NEWS2 November 2023

Greater levels of attention ‘not achievable’ for adverts

Behavioural science Media News UK

UK – It is “not achievable” to get more attention for advertising and many of the metrics used to measure attention are less effective than presumed, a Walnut Unlimited event has heard.

Eye tracking

Speaking on a panel at Walnut Unlimited’s Brainy Bar event late last month, Sarah Gale, director of research and insight at Global, said the idea of grabbing more attention from consumers for adverts clashed with modern lifestyles.

“Although more attention might be better, it is not achievable,” Gale said. “The way we live our lives means that most of the time we are doing something else – we are multitasking.

“The question is not necessarily ‘is more good?’, but how we do more with less.”

Gale added that brands needed to know their audience better, stating “we need to invest more time and effort into understanding the ‘why’ behind the ‘what’”.

Alex Brownsell, head of media at Warc, told the panel that some attention-based methodologies were insufficient.

“There are parts of the digital advertising world that are trying to find a way of seizing the interest around attention for their commercial benefit,” he said.

“They are taking out the nuance and they are trying to imprint a very simplistic scoring methodology that in theory allows you to hack attention, but to what end? We don’t know if it is actually effective.”

Speaking on the same panel, Steffan Schönherr, vice-president brand and media experience and partner at Eyesquare, said that “attention is not linear”, with the big differences seen between holding someone’s attention for one, two or three seconds tailing off when you reach eight and nine seconds.

“I am not sure that attention can help comparing different media channels,” Schönherr added.

“Attention needs to be combined with ad effectiveness. It is great if people look at something and feel positive, but clients want to sell products. We need to know if people remember the product and want to buy it afterwards.”

Speaking in a separate presentation at the event, Tim Holmes, independent neuroscientist, said that the idea that giving something more attention was a positive was not wholly correct.

“We see too many things attracting attention without any sense of giving a reward afterwards,” he said.

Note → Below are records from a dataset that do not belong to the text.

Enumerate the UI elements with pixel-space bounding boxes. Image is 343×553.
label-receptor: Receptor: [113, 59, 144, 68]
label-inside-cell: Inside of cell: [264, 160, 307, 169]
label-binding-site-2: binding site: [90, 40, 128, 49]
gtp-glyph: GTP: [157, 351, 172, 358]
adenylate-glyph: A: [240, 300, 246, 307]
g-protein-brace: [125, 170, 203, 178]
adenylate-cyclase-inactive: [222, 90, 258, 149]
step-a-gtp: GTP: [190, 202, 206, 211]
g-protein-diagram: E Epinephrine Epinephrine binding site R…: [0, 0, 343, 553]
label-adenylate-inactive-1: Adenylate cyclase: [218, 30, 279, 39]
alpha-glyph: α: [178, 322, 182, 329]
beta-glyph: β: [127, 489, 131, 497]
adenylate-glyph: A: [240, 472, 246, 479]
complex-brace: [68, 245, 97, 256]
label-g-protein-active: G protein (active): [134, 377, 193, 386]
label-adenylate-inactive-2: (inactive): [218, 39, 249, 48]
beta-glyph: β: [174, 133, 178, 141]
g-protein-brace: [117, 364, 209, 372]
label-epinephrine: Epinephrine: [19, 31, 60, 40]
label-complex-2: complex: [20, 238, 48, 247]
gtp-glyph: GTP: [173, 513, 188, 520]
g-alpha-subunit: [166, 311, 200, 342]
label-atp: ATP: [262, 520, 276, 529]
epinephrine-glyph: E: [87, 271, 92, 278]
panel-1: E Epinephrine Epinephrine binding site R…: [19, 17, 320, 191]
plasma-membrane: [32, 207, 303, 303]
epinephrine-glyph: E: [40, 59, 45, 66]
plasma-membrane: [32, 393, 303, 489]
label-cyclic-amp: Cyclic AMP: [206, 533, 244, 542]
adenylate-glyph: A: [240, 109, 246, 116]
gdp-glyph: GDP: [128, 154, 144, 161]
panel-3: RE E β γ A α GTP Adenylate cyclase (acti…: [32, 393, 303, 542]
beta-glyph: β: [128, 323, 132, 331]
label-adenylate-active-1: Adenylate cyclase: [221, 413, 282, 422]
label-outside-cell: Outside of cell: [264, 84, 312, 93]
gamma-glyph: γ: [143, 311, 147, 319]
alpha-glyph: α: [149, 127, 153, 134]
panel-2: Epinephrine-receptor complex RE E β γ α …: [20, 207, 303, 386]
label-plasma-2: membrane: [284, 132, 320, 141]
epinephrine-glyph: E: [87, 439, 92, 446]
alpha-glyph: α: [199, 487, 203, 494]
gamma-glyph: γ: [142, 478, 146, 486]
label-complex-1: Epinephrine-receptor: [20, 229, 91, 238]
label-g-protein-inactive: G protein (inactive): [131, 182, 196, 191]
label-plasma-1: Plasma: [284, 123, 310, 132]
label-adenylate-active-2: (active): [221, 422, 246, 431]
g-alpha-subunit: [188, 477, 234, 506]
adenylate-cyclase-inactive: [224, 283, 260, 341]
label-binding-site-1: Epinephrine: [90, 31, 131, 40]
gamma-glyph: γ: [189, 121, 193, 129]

“We tend to assume that sustained attention is good news for an advert or package on a shelf, when in fact sustained attention is more likely to correlate with cognitive load, with confusion, with trying to understand something and potentially abhorrence.”

The result, according to Holmes, was that “the attention your ads are getting is not necessarily the same quality you are looking for”.

Covert attention was an issue, Holmes added, whereby people can look at an object but can shift their attention from it at the same time, a phenomenon that would not be picked up by an eye tracker.

“Eye tracking can only track where you look,” he said. “The rest comes from the analysis of the data.”

Andy Myers, director at Walnut, spoke about auditory attention, which he said was far from simple and worked even when people were only passively listening to adverts.

“If you ask someone to actively listen to content, people are better at recalling brands,” he explained.

“But if you look at other measures, it doesn’t follow that pattern. Consideration was about the same for brand consideration for passive condition, when they weren’t actively listening. It challenges the paradigm that we have to be aware to process information.”

Myers also said that information heavy adverts work well in talk radio, while podcasts had the highest levels of memorisation, which transfers to the adverts – thought provoking ads worked very well.

Aoife McGuinness, neuroscientist at CloudArmy, said that advertising needed to be creative with ways to hold people’s attention.

“We need to focus on the act of information processing,” she said. “Focusing on what is currently the zeitgeist, what is normal and then going away from that.

“That totally changes how we look at advertising and changes the creative process, as it is not about the thing [gaining attention in the advert] but how you process it.”